– The White Hotel, Manchester –
New Orleans industrial disco punks Special Interest specialise in the intense, pushing their sound, political lyrics, and performances to the extreme in the grand tradition of punk bands. Singer Alli Logout leads the ensemble, their frequently angry, incendiary callout lyrics dealing in really showing you how shit the world is for the marginalised in society, are made to be hollered back at them by sweaty, writhing crowds (‘If you don’t like it you can fuck right off, them boys in blue don’t come round on this block’ from new album closer ‘LA Blues’, being a prime example). Logout said in an interview around the time of their spectacular second album The Passion Of “the words I write that are bubbling inside of me could have been written yesterday or five years into the future. They are not my own, they are from those I carry inside my DNA and from my friends I listen to, learn from, and struggle with”. What Logout says feels important, the art they make feels important, the way they highlight the struggle of the disenfranchised feels important.

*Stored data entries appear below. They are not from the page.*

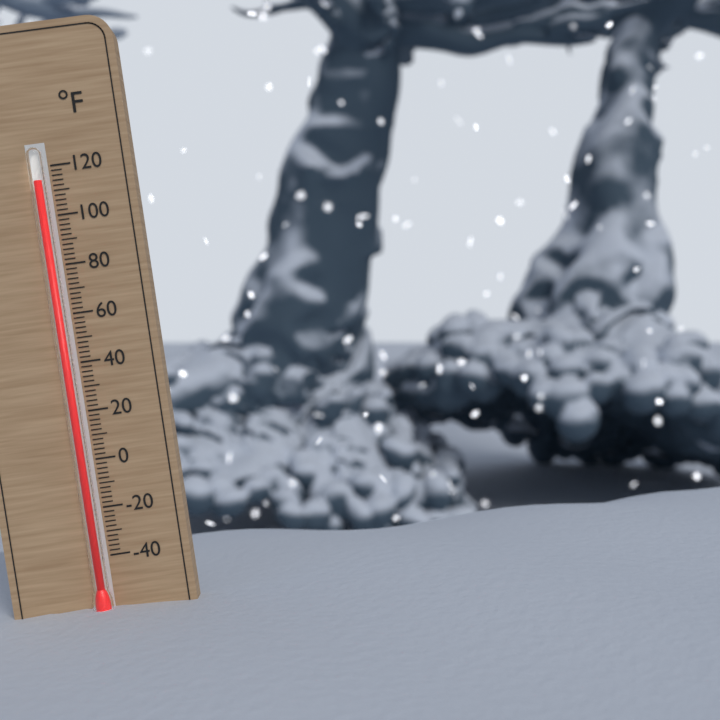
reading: 114 °F
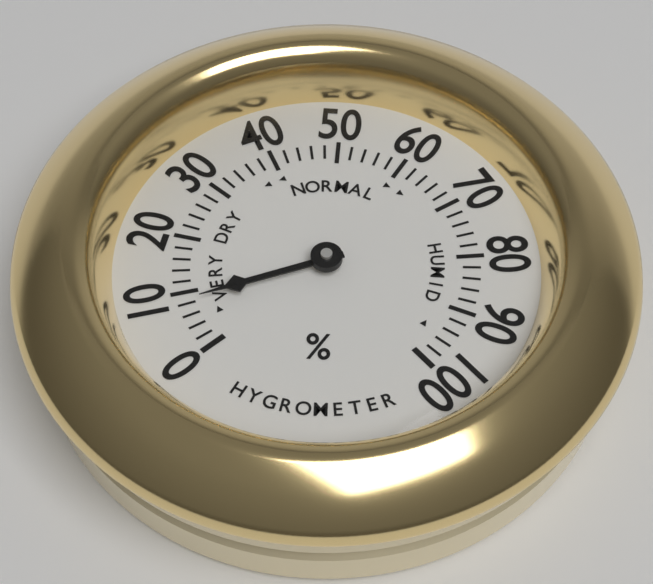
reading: 8 %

Over three albums of increasingly sophisticated throbbing disco punk, (their latest Endure released only yesterday is getting rave reviews across the board), they’ve built a reputation for being a thrilling live act. There couldn’t be a more fitting arena for them than Salford’s finest industrial wasteland venue The White Hotel, on a Saturday night, bonfire night nonetheless, where the world outside burns and fireworks light up the November sky whilst simultaneously clouding it with atmospheric smoke.
And yet it never really takes off tonight. Everything just feels a little…flat. It isn’t very busy, which really surprises me for a band with such hype and critical success behind them, and Manchester’s penchant for embracing the confrontational, the punk. Maybe everyone’s at a bonfire; maybe everyone’s at Homobloc down the road. As such, the atmosphere isn’t really writhing and sweaty, more kind of polite shuffling and keeping our coats on because it’s really quite nippy. Logout is a dramatic presence, and the racket Ruth Mascelli on drums, Nathan Cassiani on bass and Maria Elena on guitar are making is excitingly combustible, but something is missing. Logout stands pretty stock still for the opening few songs, clutching the mic stand and barking out the likes of ‘sodomy! On LSD! Is hell!’ on the tumultuous ‘Disco III’, it’s searing guitars queasily cutting through the dry ice across the floor, the effect is disquieting. It doesn’t feel like a party until Logout cuts loose, letting go of the stand and strutting around the stage, dancing and shouting in people’s faces, more like I imagined the show would be. The disco boogie of the sublime ‘Midnight Legend’ is a high point, a track that would go down a storm over at Homobloc, and a thrilling ‘A Depravity Such As This’, all topsy turvy guitar lines and pummelling bass stomp, Logout singing about being ‘engulfed in damp dark wet heat, thick hot air’’ which is the kind of atmosphere I long to permeate the night.
It’s not by any means a bad show, the band are magnetic to watch and Logout, once they let fly, is an electrifying presence. But it doesn’t quite take off tonight, and I sense the crowd kinda know that too. Maybe it’s on us, maybe those in attendance could have been a bit more up for it, but the show is short, around 40 minutes, and they leave the stage with no ceremony or acknowledgement of the audience, almost like they want to get off. I wanted riotous; we got functionary with occasional fireworks.